*What the exercise asks*: The answer should be one number: how many lines in the records below contain the word "will".

*Listed entries*:
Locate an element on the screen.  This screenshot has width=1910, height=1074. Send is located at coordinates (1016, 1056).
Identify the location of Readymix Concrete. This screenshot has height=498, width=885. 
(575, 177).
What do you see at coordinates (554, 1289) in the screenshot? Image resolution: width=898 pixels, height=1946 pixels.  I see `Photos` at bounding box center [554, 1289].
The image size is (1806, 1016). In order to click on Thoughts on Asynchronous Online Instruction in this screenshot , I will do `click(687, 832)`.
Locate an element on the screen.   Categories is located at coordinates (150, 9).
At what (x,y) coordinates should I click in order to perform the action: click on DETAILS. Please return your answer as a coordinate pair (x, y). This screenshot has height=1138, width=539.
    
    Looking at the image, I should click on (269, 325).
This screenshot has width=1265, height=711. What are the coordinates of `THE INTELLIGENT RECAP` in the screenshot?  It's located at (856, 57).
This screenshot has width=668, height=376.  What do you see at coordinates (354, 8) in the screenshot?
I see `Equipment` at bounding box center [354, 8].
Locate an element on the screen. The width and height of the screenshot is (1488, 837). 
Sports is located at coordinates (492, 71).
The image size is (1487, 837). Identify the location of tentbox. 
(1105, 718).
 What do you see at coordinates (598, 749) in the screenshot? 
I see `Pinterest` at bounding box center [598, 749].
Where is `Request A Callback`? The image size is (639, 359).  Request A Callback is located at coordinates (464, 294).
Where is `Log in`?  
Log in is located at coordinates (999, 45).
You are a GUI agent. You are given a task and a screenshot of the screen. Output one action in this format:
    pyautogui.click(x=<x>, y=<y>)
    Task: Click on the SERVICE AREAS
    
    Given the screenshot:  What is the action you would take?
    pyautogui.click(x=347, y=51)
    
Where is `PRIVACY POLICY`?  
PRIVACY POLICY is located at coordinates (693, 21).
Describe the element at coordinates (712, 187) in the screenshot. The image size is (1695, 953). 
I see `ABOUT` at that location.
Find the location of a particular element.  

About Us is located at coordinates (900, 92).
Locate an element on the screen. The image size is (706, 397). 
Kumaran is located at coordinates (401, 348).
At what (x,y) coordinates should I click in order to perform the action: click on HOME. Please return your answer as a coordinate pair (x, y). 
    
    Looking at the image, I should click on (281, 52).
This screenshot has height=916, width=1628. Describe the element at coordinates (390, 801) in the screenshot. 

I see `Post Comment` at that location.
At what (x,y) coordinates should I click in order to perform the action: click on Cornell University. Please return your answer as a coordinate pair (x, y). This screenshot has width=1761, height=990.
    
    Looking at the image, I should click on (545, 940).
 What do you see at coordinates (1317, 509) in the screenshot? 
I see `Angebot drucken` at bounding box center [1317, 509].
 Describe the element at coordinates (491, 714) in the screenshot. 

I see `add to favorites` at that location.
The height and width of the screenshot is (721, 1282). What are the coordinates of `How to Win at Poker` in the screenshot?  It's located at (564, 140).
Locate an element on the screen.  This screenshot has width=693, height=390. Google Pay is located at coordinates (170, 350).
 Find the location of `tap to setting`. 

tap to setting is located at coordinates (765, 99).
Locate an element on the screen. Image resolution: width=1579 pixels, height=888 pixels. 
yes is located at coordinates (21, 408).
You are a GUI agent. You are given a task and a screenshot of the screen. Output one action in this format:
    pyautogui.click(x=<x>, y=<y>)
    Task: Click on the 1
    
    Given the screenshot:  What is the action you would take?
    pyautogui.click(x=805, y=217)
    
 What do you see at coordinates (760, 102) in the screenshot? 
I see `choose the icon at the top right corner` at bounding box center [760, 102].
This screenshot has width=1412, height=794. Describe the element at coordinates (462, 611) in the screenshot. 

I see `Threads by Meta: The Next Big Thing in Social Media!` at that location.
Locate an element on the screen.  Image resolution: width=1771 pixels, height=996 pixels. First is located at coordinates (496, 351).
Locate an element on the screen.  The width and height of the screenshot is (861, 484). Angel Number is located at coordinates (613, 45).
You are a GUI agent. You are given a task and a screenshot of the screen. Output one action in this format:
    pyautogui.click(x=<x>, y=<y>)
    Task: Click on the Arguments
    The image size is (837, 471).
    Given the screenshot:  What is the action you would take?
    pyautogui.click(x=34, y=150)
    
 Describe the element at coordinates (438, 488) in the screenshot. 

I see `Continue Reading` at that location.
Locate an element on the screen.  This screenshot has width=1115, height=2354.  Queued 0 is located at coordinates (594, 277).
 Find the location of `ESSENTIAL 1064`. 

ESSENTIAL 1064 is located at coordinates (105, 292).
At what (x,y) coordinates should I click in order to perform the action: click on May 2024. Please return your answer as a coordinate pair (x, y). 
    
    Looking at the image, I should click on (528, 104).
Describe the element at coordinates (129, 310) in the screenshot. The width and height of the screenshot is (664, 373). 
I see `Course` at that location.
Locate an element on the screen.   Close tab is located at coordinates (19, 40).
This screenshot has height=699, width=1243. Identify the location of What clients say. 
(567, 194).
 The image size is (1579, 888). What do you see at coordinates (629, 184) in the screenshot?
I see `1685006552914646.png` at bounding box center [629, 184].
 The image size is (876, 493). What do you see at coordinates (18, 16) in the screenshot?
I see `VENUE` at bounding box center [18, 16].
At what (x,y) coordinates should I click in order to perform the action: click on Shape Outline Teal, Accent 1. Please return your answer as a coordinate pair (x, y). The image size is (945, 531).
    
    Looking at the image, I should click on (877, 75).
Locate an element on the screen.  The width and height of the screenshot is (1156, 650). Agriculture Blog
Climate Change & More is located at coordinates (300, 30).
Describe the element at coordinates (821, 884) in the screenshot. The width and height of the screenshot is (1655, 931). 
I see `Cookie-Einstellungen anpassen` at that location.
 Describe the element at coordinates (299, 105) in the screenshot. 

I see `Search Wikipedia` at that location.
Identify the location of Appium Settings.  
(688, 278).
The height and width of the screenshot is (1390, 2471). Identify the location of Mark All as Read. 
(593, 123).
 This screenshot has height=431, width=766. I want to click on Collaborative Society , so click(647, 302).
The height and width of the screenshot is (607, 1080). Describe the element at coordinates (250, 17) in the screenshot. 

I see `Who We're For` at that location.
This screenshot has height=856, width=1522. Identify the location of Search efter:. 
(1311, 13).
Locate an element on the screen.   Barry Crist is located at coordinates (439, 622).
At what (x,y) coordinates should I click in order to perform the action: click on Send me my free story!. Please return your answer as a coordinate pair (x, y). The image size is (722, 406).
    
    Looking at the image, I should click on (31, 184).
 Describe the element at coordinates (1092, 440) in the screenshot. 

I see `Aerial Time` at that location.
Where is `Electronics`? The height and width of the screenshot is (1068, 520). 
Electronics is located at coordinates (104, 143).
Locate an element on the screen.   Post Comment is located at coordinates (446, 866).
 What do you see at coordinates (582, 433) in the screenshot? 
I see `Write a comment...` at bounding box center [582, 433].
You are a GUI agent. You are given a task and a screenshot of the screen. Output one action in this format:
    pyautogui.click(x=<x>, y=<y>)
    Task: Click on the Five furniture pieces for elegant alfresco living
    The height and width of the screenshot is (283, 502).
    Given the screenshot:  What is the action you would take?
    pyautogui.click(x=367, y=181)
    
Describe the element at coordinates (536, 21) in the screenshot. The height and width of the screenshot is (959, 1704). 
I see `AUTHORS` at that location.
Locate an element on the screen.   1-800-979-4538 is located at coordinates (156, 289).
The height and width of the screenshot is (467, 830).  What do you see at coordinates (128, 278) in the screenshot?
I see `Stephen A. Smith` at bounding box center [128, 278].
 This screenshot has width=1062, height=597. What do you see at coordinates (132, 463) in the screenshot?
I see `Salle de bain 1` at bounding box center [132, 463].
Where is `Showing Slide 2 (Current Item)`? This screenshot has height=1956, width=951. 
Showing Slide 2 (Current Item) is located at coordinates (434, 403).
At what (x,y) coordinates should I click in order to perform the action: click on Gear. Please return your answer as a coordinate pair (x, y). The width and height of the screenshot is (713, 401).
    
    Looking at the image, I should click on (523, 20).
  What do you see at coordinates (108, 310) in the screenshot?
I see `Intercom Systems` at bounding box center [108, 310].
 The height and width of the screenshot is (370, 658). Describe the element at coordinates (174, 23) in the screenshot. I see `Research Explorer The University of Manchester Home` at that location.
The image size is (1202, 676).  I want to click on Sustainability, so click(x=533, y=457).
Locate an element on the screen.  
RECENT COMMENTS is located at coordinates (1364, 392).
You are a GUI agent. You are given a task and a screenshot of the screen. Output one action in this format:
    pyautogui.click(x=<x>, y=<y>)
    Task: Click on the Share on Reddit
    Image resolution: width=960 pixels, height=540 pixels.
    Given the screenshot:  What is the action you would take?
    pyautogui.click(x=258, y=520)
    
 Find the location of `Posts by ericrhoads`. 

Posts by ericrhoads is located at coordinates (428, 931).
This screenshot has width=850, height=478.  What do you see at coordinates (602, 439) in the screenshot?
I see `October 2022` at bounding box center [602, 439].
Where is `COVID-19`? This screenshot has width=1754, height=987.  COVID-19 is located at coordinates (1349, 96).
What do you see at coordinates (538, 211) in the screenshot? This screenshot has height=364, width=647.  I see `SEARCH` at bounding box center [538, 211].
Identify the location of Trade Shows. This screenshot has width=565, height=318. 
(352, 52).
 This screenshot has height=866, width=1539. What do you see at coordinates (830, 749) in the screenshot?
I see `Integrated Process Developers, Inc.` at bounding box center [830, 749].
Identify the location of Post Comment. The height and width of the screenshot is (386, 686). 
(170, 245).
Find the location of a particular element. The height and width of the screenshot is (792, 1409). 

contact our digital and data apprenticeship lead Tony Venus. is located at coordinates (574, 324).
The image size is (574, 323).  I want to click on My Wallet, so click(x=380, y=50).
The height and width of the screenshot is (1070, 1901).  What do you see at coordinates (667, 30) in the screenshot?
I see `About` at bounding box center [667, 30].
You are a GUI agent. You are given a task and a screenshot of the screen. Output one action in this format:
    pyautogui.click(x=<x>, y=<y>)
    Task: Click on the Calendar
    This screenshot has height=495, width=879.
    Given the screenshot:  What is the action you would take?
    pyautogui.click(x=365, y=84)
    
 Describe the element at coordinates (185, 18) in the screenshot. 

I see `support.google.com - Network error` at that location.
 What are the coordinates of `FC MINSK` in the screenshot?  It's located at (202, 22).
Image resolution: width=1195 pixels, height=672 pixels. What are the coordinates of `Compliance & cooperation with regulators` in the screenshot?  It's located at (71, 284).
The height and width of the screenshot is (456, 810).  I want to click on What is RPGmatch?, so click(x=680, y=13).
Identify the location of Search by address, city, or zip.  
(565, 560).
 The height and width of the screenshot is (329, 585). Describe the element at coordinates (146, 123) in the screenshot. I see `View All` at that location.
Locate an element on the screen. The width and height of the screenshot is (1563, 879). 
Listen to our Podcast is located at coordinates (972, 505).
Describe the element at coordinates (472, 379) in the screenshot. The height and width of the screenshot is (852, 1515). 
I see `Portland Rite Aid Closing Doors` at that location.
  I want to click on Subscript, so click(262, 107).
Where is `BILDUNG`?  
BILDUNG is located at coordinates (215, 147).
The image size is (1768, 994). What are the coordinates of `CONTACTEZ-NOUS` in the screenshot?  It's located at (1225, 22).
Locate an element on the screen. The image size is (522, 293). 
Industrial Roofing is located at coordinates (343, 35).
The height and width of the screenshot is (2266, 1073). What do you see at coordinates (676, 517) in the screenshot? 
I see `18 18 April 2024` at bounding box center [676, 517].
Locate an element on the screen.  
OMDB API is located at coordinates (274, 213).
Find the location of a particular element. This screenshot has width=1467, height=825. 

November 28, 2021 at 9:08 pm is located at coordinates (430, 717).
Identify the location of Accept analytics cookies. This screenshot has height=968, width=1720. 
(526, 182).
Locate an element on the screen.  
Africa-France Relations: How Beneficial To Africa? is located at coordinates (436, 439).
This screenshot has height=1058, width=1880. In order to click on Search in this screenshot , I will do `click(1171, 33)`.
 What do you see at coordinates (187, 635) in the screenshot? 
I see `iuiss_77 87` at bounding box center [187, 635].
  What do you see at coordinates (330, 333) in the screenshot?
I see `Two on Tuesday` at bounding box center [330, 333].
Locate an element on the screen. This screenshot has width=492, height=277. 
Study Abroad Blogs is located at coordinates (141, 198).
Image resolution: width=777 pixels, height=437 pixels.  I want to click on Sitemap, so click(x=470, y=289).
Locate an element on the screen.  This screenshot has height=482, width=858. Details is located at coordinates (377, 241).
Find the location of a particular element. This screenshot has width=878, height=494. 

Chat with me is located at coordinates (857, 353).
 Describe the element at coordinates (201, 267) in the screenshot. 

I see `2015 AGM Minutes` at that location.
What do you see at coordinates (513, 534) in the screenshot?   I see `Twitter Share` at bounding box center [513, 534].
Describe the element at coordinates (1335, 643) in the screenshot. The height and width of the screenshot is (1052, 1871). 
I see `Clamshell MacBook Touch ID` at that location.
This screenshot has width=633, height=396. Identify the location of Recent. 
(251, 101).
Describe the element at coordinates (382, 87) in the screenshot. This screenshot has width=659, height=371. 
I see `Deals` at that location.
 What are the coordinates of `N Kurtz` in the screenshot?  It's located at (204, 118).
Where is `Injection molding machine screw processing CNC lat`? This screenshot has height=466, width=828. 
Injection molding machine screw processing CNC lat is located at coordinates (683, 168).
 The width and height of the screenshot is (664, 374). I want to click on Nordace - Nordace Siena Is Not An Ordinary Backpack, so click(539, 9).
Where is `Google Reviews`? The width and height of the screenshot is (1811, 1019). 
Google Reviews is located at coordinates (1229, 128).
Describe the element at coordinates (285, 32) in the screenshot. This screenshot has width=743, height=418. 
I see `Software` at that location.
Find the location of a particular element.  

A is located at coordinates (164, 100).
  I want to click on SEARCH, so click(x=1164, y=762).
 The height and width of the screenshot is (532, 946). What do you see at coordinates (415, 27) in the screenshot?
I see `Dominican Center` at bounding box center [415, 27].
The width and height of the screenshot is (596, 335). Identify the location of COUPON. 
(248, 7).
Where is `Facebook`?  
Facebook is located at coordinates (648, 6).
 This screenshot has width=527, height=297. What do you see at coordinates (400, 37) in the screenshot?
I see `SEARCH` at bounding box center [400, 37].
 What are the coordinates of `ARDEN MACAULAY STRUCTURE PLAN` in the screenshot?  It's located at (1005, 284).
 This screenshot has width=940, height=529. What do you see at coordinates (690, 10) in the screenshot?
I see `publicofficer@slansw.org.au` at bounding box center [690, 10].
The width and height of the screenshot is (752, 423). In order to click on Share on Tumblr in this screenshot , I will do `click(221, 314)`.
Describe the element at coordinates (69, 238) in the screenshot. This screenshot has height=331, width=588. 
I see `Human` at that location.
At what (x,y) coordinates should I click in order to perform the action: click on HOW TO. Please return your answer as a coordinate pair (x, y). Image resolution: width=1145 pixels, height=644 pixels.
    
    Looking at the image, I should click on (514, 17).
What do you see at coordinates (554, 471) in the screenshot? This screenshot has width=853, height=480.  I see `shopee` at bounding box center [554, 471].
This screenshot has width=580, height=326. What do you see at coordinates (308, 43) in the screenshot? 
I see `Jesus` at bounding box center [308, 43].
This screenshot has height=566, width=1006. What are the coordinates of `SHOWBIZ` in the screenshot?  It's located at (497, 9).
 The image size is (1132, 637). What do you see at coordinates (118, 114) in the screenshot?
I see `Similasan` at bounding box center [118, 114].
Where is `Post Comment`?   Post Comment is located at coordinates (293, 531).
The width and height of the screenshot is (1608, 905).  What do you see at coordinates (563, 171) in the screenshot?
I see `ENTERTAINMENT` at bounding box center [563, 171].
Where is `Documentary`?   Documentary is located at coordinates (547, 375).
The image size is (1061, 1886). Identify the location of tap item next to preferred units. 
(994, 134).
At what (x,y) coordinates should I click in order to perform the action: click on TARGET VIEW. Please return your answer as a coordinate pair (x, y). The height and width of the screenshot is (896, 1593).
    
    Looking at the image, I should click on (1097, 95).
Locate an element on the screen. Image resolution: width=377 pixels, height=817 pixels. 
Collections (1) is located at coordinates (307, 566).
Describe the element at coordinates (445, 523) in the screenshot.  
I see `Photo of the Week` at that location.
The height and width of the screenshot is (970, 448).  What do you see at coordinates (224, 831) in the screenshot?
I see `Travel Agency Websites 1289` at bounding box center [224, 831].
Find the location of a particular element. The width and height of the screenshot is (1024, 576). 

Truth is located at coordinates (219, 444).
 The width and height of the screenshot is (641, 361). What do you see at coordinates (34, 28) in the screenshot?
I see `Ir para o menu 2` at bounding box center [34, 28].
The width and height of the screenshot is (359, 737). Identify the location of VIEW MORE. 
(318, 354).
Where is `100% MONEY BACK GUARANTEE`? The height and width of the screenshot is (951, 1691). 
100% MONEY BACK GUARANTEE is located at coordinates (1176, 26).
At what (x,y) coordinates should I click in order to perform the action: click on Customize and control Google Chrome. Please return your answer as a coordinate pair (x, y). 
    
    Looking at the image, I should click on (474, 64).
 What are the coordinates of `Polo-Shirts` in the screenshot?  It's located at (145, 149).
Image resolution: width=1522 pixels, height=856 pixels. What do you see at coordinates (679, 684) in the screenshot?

*Result of this exercise*: 3